Metamorphosis and Mutation in Context



The Association for the Study of Literature and the Environment (ASLE) listserv has lately been discussing texts that address the metamorphosis of one creature into another, sparking descriptions of metamorphosis found in children’s literature, American Indian Mythology, and science fiction stories and novels. Mark Giles noted a Philip K. Dick story, “The Three Stigmata of Palmer Eldritch.”

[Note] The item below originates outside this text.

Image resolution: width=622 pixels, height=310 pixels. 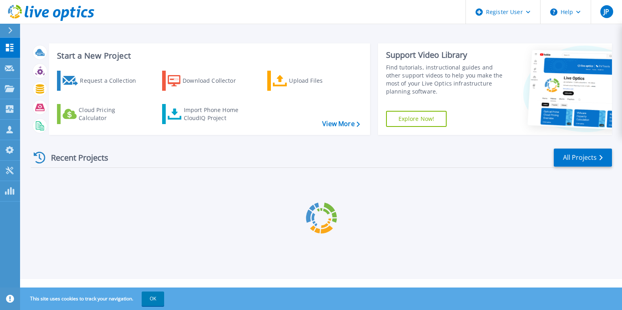 What do you see at coordinates (215, 81) in the screenshot?
I see `div: Download Collector` at bounding box center [215, 81].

H.G.Wells’ The Food of the Gods also highlights metamorphosis, growth of animals to a gigantic size, and has inspired multiple filmic adaptations. Bert I. Gordon directed two of these: The Village of the Giants (1965) and The Food of the Gods (1976). A third, Gnaw: Food of the Gods Part 2, directed by Damien Lee, was released in 1989. In The Village of the Giants, a young boy’s (Ron Howard) experiments result in the formula that expands the size of animals, including a  few ducks that become the centerpiece of a teen barbecue, and in Gnaw, scientists are the cause, but in The Food of the Gods, the source of mutation remains unnamed.

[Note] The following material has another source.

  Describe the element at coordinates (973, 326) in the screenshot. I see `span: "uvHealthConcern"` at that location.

Many science fiction films center on animal growth or mutation, but the source of the metamorphosis varies according to the films’ contexts. For example, Them! (1954) highlights giant ants that grow to an enormous size because of atomic radiation. In Frogs (1972), however, after the creation of the EPA, frog mutations are blamed on toxic chemicals Jason Crockett (Ray Milland) uses to rid his property of pests. To emphasize the film’s environmental message, a free-lance photographer (Sam Elliott) unearths the consequences of Crockett’s chemical dumping for Ecology Magazine.  Mutated frogs and other animals avenge Crockett’s destruction of nature, in a campy conclusion to a film that mingles horror and eco-disaster.

John Frankenheimer’s Prophecy (1979) takes this genre further by extending it from individuals to corporations. The film warns of the real consequences of toxic waste dumping through a shocking monster movie with an environmental message: A lake, river, and its tributaries are polluted by the treatments used at a lumber company and paper mill in Maine, creating evolutionary monsters that attack indigenous people, both literally and through their deformed fetuses.

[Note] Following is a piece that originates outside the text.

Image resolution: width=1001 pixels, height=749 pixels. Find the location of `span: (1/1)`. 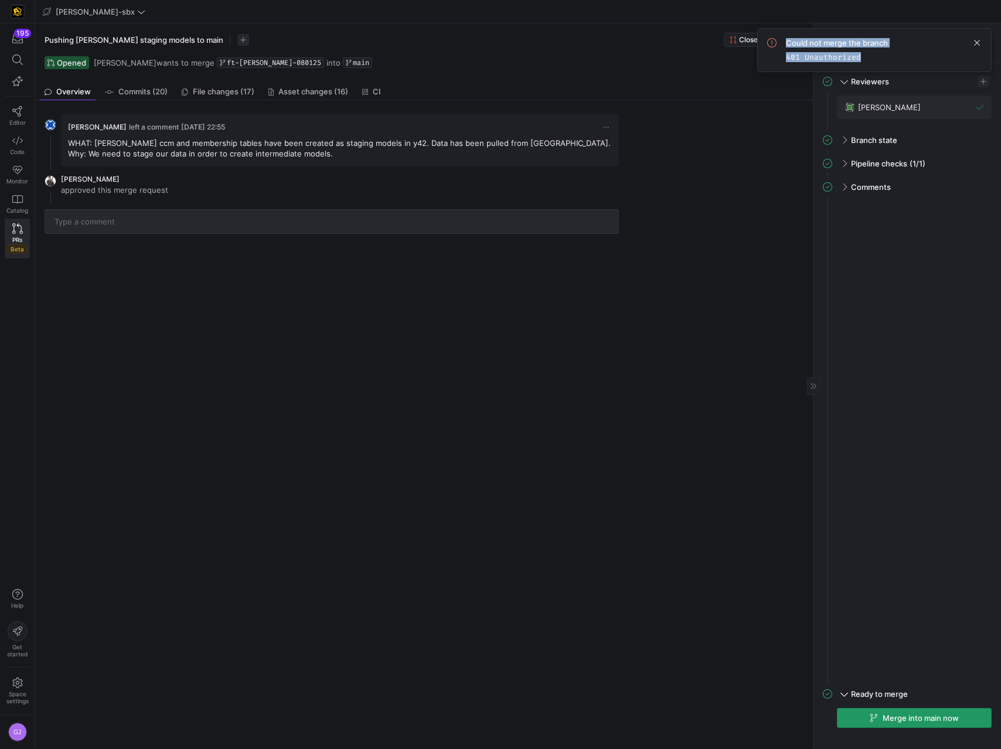

span: (1/1) is located at coordinates (917, 164).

The lake at what one Indian elder calls “the Garden of Eden” is fed by the river where the mill treats lumber and extracts toxic waste. We see the industrial process from lumber in the river to paper in the huge mill. Once it is constructed, the pulp is bleached with chlorine and dried using a caustic solution. Although the lumber folk claim it is biodegradable, approved by the EPA, and does not get into the watershed, the chemical is revealed to be methyl mercury.

Ultimately Doctor Robert Verne (Robert Foxworth) discovers that local tribal members, fish, and raccoons suffer from mercury poisoning and compares the disaster to an mercury poisoning catastrophe in Minimata, Japan that resulted in a hundred thousand deaths. Indigenous residents eat fish infected with mercury and act as if they are drunk because mercury attacks the nervous system. The same symptoms appear in a raccoon. The mercury also affects human fetuses because it jumps the placental barrier and results in freakism and stillbirths, even like a deformed bear monster that attacks backpackers.

The mutations continue in contemporary science fiction films. In ExistenZ (1999), for example, David Cronenberg uses mutated amphibians as a plot point to explore the ethics of reality-based videogames. A two-headed lizard is seen as a sign of the times, so mutated amphibians are raised deliberately in controlled aquatic farms, at least in the videogame world Allegra (Jennifer Jason Leigh) and Ted (Jude Law) enter, presumably to infiltrate a videogame company and assassinate its chief game creator. The film’s message seems focused primarily on the ethics of videogames, but it also bases game play on mutations constructed by humans. Mutations continue in comic monster movies such as Eight Legged Freaks (2002) and Monsters Vs. Aliens (2009), suggesting the plot device will continue, but the type and source of the mutation will change.